To get better at this: Practice using the Heuristic Test Strategy Model.
Try it out on a feature of some product you want to test. Go down the lists of ideas in the model, and for each one think of a way to test that feature in some way related to that idea. Novices often have a lot of trouble doing this. I think that's because the lists work mainly by pattern matching on past experience. Testers see something in the strategy model that triggers the memory of a kind of testing or a kind of bug, and then they apply that memory to the thing they are testing today. The ideas in the model overlap, but they each bring something unique, too.

Another exercise I recommend is to write down, off the top of your head, twenty different ways to test a product. You must be able to say how each idea is unique among the other ideas. Because I have memorized the heuristic test strategy model, when I am asked this question, I can list thirty-three different ways to test. I say to myself "CIDTESTDSFDPOCRUSPICSTMPLFDSFSCURA" and then expand each letter. The second letter stands for information, which represents the idea "find every source of information I can about this feature and compare them to each other and to the product, looking for inconsistencies." The "O"
stands for operations, which represents the idea "discover the environment in which the product will be used, and reproduce that environment as close as I can for testing."

Rich Resources: Excellent exploratory testers build a deep
inventory of tools, information sources, test data, and friends to draw upon. While testing, they remain alert for opportunities to apply those resources to the testing at hand.

To get better at this: Go to a shareware site, such as Download.Com and review the utilities section. Think about how you might use each utility as a test tool. Visit the web sites related to each technology you are testing and look for tutorials or white papers. Make lots of friends, so you can call upon them to help you when you need a skill they have.

Self-Management: Excellent exploratory testers manage the value
of their own time. They must be able to tell the difference between a dead end and a promising lead. They must be able to relate their work to their mission and choose among the many possible tasks to be done.

To get better at this: Set yourself a charter to test something for an hour. The charter could be a single sentence like "test error handling in the report generator" Set an alarm to go off every fifteen minutes.
Each time the alarm goes off. Say out loud why you are doing whatever you are doing at that exact moment. Justify it. Say specifically how it relates to your charter. If it is off-charter, say why you broke away from the charter and whether that was a well-made decision.

Rapid Learning: Excellent exploratory testers climb learning
curves more quickly than most. Intelligence helps, of course, but this, too, is a matter of skill and practice. It's also a matter of
confidence- having faith that no matter how complex and difficult a technology looks at first, you will be able to learn what you need to know to test it.

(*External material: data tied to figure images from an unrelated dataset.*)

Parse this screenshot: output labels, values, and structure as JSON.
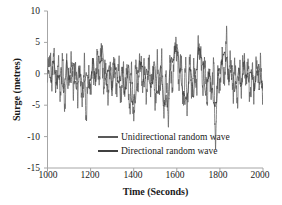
{
  "figure": {
    "background_color": "#ffffff",
    "axis_color": "#a6a6a6",
    "text_color": "#1a1a1a"
  },
  "chart_data": {
    "type": "line",
    "title": "",
    "xlabel": "Time (Seconds)",
    "ylabel": "Surge (metres)",
    "xlim": [
      1000,
      2000
    ],
    "ylim": [
      -15,
      10
    ],
    "xticks": [
      1000,
      1200,
      1400,
      1600,
      1800,
      2000
    ],
    "yticks": [
      10,
      5,
      0,
      -5,
      -10,
      -15
    ],
    "xtick_labels": [
      "1000",
      "1200",
      "1400",
      "1600",
      "1800",
      "2000"
    ],
    "ytick_labels": [
      "10",
      "5",
      "0",
      "-5",
      "-10",
      "-15"
    ],
    "grid": false,
    "legend_position": "lower-center-inside",
    "series": [
      {
        "name": "Unidirectional random wave",
        "color": "#595959",
        "line_width": 0.7,
        "description": "High-frequency irregular surge oscillation about zero, amplitude mostly between -5 and +4 m, with a deep trough near t=1780 s reaching about -10.3 m and a sharp crest near t=1830 s reaching about +5.8 m",
        "summary_stats": {
          "mean": -0.2,
          "min": -10.3,
          "max": 5.8,
          "std": 1.9,
          "dominant_period_s": 8
        },
        "sampled_points": [
          [
            1000,
            0.4
          ],
          [
            1010,
            2.6
          ],
          [
            1020,
            -1.2
          ],
          [
            1030,
            3.1
          ],
          [
            1040,
            -2.4
          ],
          [
            1050,
            1.8
          ],
          [
            1060,
            -3.6
          ],
          [
            1070,
            2.2
          ],
          [
            1080,
            -5.3
          ],
          [
            1090,
            0.9
          ],
          [
            1100,
            -1.6
          ],
          [
            1110,
            2.4
          ],
          [
            1120,
            -2.1
          ],
          [
            1130,
            1.1
          ],
          [
            1140,
            -3.2
          ],
          [
            1150,
            0.6
          ],
          [
            1160,
            -4.4
          ],
          [
            1170,
            1.4
          ],
          [
            1180,
            -6.7
          ],
          [
            1190,
            0.2
          ],
          [
            1200,
            -2.8
          ],
          [
            1210,
            1.9
          ],
          [
            1220,
            -1.4
          ],
          [
            1230,
            2.7
          ],
          [
            1240,
            -0.8
          ],
          [
            1250,
            4.1
          ],
          [
            1260,
            -2.2
          ],
          [
            1270,
            1.3
          ],
          [
            1280,
            -3.8
          ],
          [
            1290,
            0.7
          ],
          [
            1300,
            -1.1
          ],
          [
            1310,
            2.0
          ],
          [
            1320,
            -2.9
          ],
          [
            1330,
            1.6
          ],
          [
            1340,
            -4.1
          ],
          [
            1350,
            0.3
          ],
          [
            1360,
            -2.6
          ],
          [
            1370,
            1.2
          ],
          [
            1380,
            -5.8
          ],
          [
            1390,
            0.5
          ],
          [
            1400,
            -7.3
          ],
          [
            1410,
            1.7
          ],
          [
            1420,
            -2.3
          ],
          [
            1430,
            2.5
          ],
          [
            1440,
            -1.8
          ],
          [
            1450,
            1.0
          ],
          [
            1460,
            -3.4
          ],
          [
            1470,
            2.1
          ],
          [
            1480,
            -2.0
          ],
          [
            1490,
            0.8
          ],
          [
            1500,
            -4.7
          ],
          [
            1510,
            1.5
          ],
          [
            1520,
            -3.0
          ],
          [
            1530,
            2.3
          ],
          [
            1540,
            -6.5
          ],
          [
            1550,
            0.1
          ],
          [
            1560,
            -6.8
          ],
          [
            1570,
            1.9
          ],
          [
            1580,
            -2.7
          ],
          [
            1590,
            4.4
          ],
          [
            1600,
            3.8
          ],
          [
            1610,
            -1.5
          ],
          [
            1620,
            2.8
          ],
          [
            1630,
            -4.9
          ],
          [
            1640,
            1.1
          ],
          [
            1650,
            -5.1
          ],
          [
            1660,
            2.6
          ],
          [
            1670,
            -3.3
          ],
          [
            1680,
            1.4
          ],
          [
            1690,
            -2.5
          ],
          [
            1700,
            4.3
          ],
          [
            1710,
            3.2
          ],
          [
            1720,
            -1.9
          ],
          [
            1730,
            2.2
          ],
          [
            1740,
            -4.2
          ],
          [
            1750,
            0.9
          ],
          [
            1760,
            -3.7
          ],
          [
            1770,
            1.8
          ],
          [
            1780,
            -10.3
          ],
          [
            1790,
            0.4
          ],
          [
            1800,
            -2.4
          ],
          [
            1810,
            2.9
          ],
          [
            1820,
            -1.7
          ],
          [
            1830,
            5.8
          ],
          [
            1840,
            -0.6
          ],
          [
            1850,
            2.4
          ],
          [
            1860,
            -3.1
          ],
          [
            1870,
            1.6
          ],
          [
            1880,
            -4.6
          ],
          [
            1890,
            0.7
          ],
          [
            1900,
            -2.2
          ],
          [
            1910,
            2.7
          ],
          [
            1920,
            -1.3
          ],
          [
            1930,
            1.9
          ],
          [
            1940,
            -3.9
          ],
          [
            1950,
            0.5
          ],
          [
            1960,
            -2.8
          ],
          [
            1970,
            2.1
          ],
          [
            1980,
            -1.5
          ],
          [
            1990,
            1.2
          ],
          [
            2000,
            -4.3
          ]
        ]
      },
      {
        "name": "Directional random wave",
        "color": "#404040",
        "line_width": 0.7,
        "description": "Lower-frequency smoother surge response overlying the unidirectional trace, amplitude mostly between -5 and +5 m with broad crests near t=1600 s and t=1705 s reaching about +4.5 m",
        "summary_stats": {
          "mean": -0.3,
          "min": -7.0,
          "max": 4.8,
          "std": 1.7,
          "dominant_period_s": 18
        },
        "sampled_points": [
          [
            1000,
            1.2
          ],
          [
            1015,
            -0.8
          ],
          [
            1030,
            2.0
          ],
          [
            1045,
            -1.6
          ],
          [
            1060,
            0.6
          ],
          [
            1075,
            -2.6
          ],
          [
            1090,
            1.4
          ],
          [
            1105,
            -1.0
          ],
          [
            1120,
            0.9
          ],
          [
            1135,
            -2.1
          ],
          [
            1150,
            1.1
          ],
          [
            1165,
            -3.4
          ],
          [
            1180,
            0.3
          ],
          [
            1195,
            -1.9
          ],
          [
            1210,
            1.6
          ],
          [
            1225,
            -0.7
          ],
          [
            1240,
            2.2
          ],
          [
            1255,
            3.4
          ],
          [
            1270,
            -1.2
          ],
          [
            1285,
            0.8
          ],
          [
            1300,
            -2.0
          ],
          [
            1315,
            1.3
          ],
          [
            1330,
            -1.5
          ],
          [
            1345,
            0.4
          ],
          [
            1360,
            -2.9
          ],
          [
            1375,
            1.0
          ],
          [
            1390,
            -3.6
          ],
          [
            1405,
            -4.8
          ],
          [
            1420,
            0.7
          ],
          [
            1435,
            1.8
          ],
          [
            1450,
            -1.1
          ],
          [
            1465,
            0.5
          ],
          [
            1480,
            -2.3
          ],
          [
            1495,
            1.2
          ],
          [
            1510,
            -3.1
          ],
          [
            1525,
            0.6
          ],
          [
            1540,
            -4.2
          ],
          [
            1555,
            -5.0
          ],
          [
            1570,
            0.9
          ],
          [
            1585,
            2.8
          ],
          [
            1600,
            4.5
          ],
          [
            1615,
            0.4
          ],
          [
            1630,
            -3.3
          ],
          [
            1645,
            -4.6
          ],
          [
            1660,
            1.0
          ],
          [
            1675,
            -2.7
          ],
          [
            1690,
            0.5
          ],
          [
            1705,
            4.4
          ],
          [
            1720,
            1.5
          ],
          [
            1735,
            -2.8
          ],
          [
            1750,
            0.3
          ],
          [
            1765,
            -3.0
          ],
          [
            1780,
            -5.4
          ],
          [
            1795,
            0.6
          ],
          [
            1810,
            1.7
          ],
          [
            1825,
            3.6
          ],
          [
            1840,
            -0.9
          ],
          [
            1855,
            1.1
          ],
          [
            1870,
            -2.4
          ],
          [
            1885,
            0.2
          ],
          [
            1900,
            -1.6
          ],
          [
            1915,
            1.4
          ],
          [
            1930,
            -1.2
          ],
          [
            1945,
            0.7
          ],
          [
            1960,
            -2.5
          ],
          [
            1975,
            1.0
          ],
          [
            1990,
            -0.4
          ],
          [
            2000,
            -2.2
          ]
        ]
      }
    ]
  },
  "legend": {
    "entries": [
      {
        "label": "Unidirectional random wave",
        "color": "#595959"
      },
      {
        "label": "Directional random wave",
        "color": "#404040"
      }
    ]
  }
}
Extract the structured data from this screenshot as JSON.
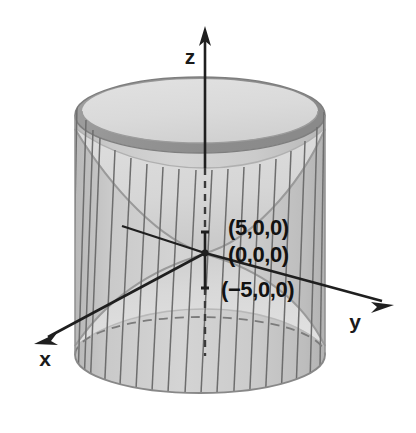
{
  "figure": {
    "background_color": "#ffffff",
    "width": 416,
    "height": 433
  },
  "axes": {
    "z": {
      "label": "z",
      "label_x": 190,
      "label_y": 64,
      "tip_x": 205,
      "tip_y": 30,
      "origin_x": 205,
      "origin_y": 253
    },
    "y": {
      "label": "y",
      "label_x": 355,
      "label_y": 329,
      "tip_x": 392,
      "tip_y": 306,
      "origin_x": 205,
      "origin_y": 253
    },
    "x": {
      "label": "x",
      "label_x": 45,
      "label_y": 366,
      "tip_x": 36,
      "tip_y": 343,
      "origin_x": 205,
      "origin_y": 253
    },
    "negative_y_stub": {
      "end_x": 122,
      "end_y": 226
    }
  },
  "point_labels": [
    {
      "name": "point-label-positive-x",
      "text": "(5,0,0)",
      "x": 228,
      "y": 235
    },
    {
      "name": "point-label-origin",
      "text": "(0,0,0)",
      "x": 228,
      "y": 262
    },
    {
      "name": "point-label-negative-x",
      "text": "(−5,0,0)",
      "x": 221,
      "y": 297
    }
  ],
  "colors": {
    "cylinder_body": "#c9c9c9",
    "cylinder_body_light": "#d7d7d7",
    "cylinder_rim_band": "#9b9b9b",
    "cylinder_rim_band_dark": "#8c8c8c",
    "hyperboloid_inner": "#dcdcdc",
    "hyperboloid_inner_shade": "#cfcfcf",
    "ruling_line": "#6d6d6d",
    "axis_stroke": "#1f1f1f",
    "hidden_edge": "#7b7b7b",
    "label_text": "#121212"
  },
  "geometry": {
    "cylinder": {
      "center_x": 200,
      "radius_x": 125,
      "top_center_y": 115,
      "bottom_center_y": 355,
      "ellipse_radius_y": 38,
      "rim_band_thickness": 15
    },
    "hyperboloid": {
      "waist_center_x": 205,
      "waist_center_y": 253,
      "waist_radius_x": 23,
      "waist_radius_y": 7,
      "top_flare_y": 150,
      "bottom_flare_y": 352
    },
    "ruling_lines_count": 19
  }
}
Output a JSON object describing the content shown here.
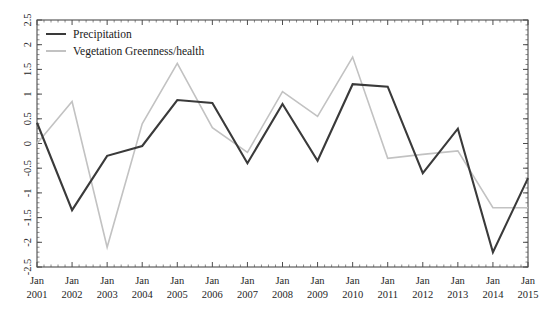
{
  "chart_data": {
    "type": "line",
    "title": "",
    "xlabel": "",
    "ylabel": "",
    "grid": false,
    "legend_position": "top-left",
    "ylim": [
      -2.5,
      2.5
    ],
    "ytick_labels": [
      "2.5",
      "2",
      "1.5",
      "1",
      "0.5",
      "0",
      "-0.5",
      "-1",
      "-1.5",
      "-2",
      "-2.5"
    ],
    "ytick_values": [
      2.5,
      2,
      1.5,
      1,
      0.5,
      0,
      -0.5,
      -1,
      -1.5,
      -2,
      -2.5
    ],
    "y_minor_step": 0.1,
    "x_month_label": "Jan",
    "categories": [
      "Jan 2001",
      "Jan 2002",
      "Jan 2003",
      "Jan 2004",
      "Jan 2005",
      "Jan 2006",
      "Jan 2007",
      "Jan 2008",
      "Jan 2009",
      "Jan 2010",
      "Jan 2011",
      "Jan 2012",
      "Jan 2013",
      "Jan 2014",
      "Jan 2015"
    ],
    "xtick_years": [
      "2001",
      "2002",
      "2003",
      "2004",
      "2005",
      "2006",
      "2007",
      "2008",
      "2009",
      "2010",
      "2011",
      "2012",
      "2013",
      "2014",
      "2015"
    ],
    "x_minor_per_major": 5,
    "series": [
      {
        "name": "Precipitation",
        "color": "#3a3a3a",
        "width": 2.1,
        "values": [
          0.42,
          -1.35,
          -0.25,
          -0.05,
          0.88,
          0.82,
          -0.4,
          0.8,
          -0.35,
          1.2,
          1.15,
          -0.6,
          0.3,
          -2.2,
          -0.7
        ]
      },
      {
        "name": "Vegetation Greenness/health",
        "color": "#c2c2c2",
        "width": 1.6,
        "values": [
          0.0,
          0.85,
          -2.1,
          0.4,
          1.62,
          0.32,
          -0.18,
          1.05,
          0.55,
          1.75,
          -0.3,
          -0.22,
          -0.15,
          -1.3,
          -1.3
        ]
      }
    ]
  },
  "legend": {
    "items": [
      {
        "label": "Precipitation"
      },
      {
        "label": "Vegetation Greenness/health"
      }
    ]
  }
}
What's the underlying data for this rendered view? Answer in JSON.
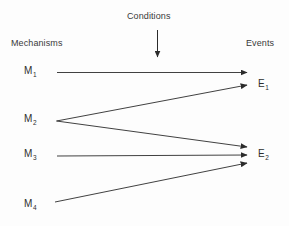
{
  "diagram": {
    "background_color": "#fdfdfd",
    "line_color": "#2b2b2b",
    "text_color": "#3a3a3a",
    "width": 289,
    "height": 226
  },
  "labels": {
    "conditions": "Conditions",
    "mechanisms": "Mechanisms",
    "events": "Events"
  },
  "mechanisms": [
    {
      "id": "M1",
      "base": "M",
      "sub": "1"
    },
    {
      "id": "M2",
      "base": "M",
      "sub": "2"
    },
    {
      "id": "M3",
      "base": "M",
      "sub": "3"
    },
    {
      "id": "M4",
      "base": "M",
      "sub": "4"
    }
  ],
  "events": [
    {
      "id": "E1",
      "base": "E",
      "sub": "1"
    },
    {
      "id": "E2",
      "base": "E",
      "sub": "2"
    }
  ],
  "connections": [
    {
      "name": "m1-to-e1",
      "from": "M1",
      "to": "E1"
    },
    {
      "name": "m2-to-e1",
      "from": "M2",
      "to": "E1"
    },
    {
      "name": "m2-to-e2",
      "from": "M2",
      "to": "E2"
    },
    {
      "name": "m3-to-e2",
      "from": "M3",
      "to": "E2"
    },
    {
      "name": "m4-to-e2",
      "from": "M4",
      "to": "E2"
    },
    {
      "name": "conditions-arrow",
      "from": "Conditions",
      "to": ""
    }
  ]
}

To get better at this: Go to a bookstore. Pick a computer book at random. Flip through it in five minutes or less, then close the book and answer these questions: what does this technology do, why would anyone care, how does it work, and what's an example of it in action? If you can't answer any of those questions, then open the book again and find the answer.

Status Reporting: Tap an excellent exploratory tester on the
shoulder at any time and ask, "what is your status?" The tester will be able to tell you what was tested, what test techniques and data were used, what mechanisms were used to detect problems if they occurred, what risks the tests were intended to explore, and how that related to the mission of testing.

To get better at this: Do a thirty minute testing drill. Pick a feature and test it. At the end of exactly thirty minutes, stop. Then without the use of notes, say out loud what you tested, what oracles you used (mechanisms or principles for recognizing a problem if it occurred), what problems you found, and what obstacles you faced. In other words, make a test report. As a variation, give yourself 10 minutes to write down the report.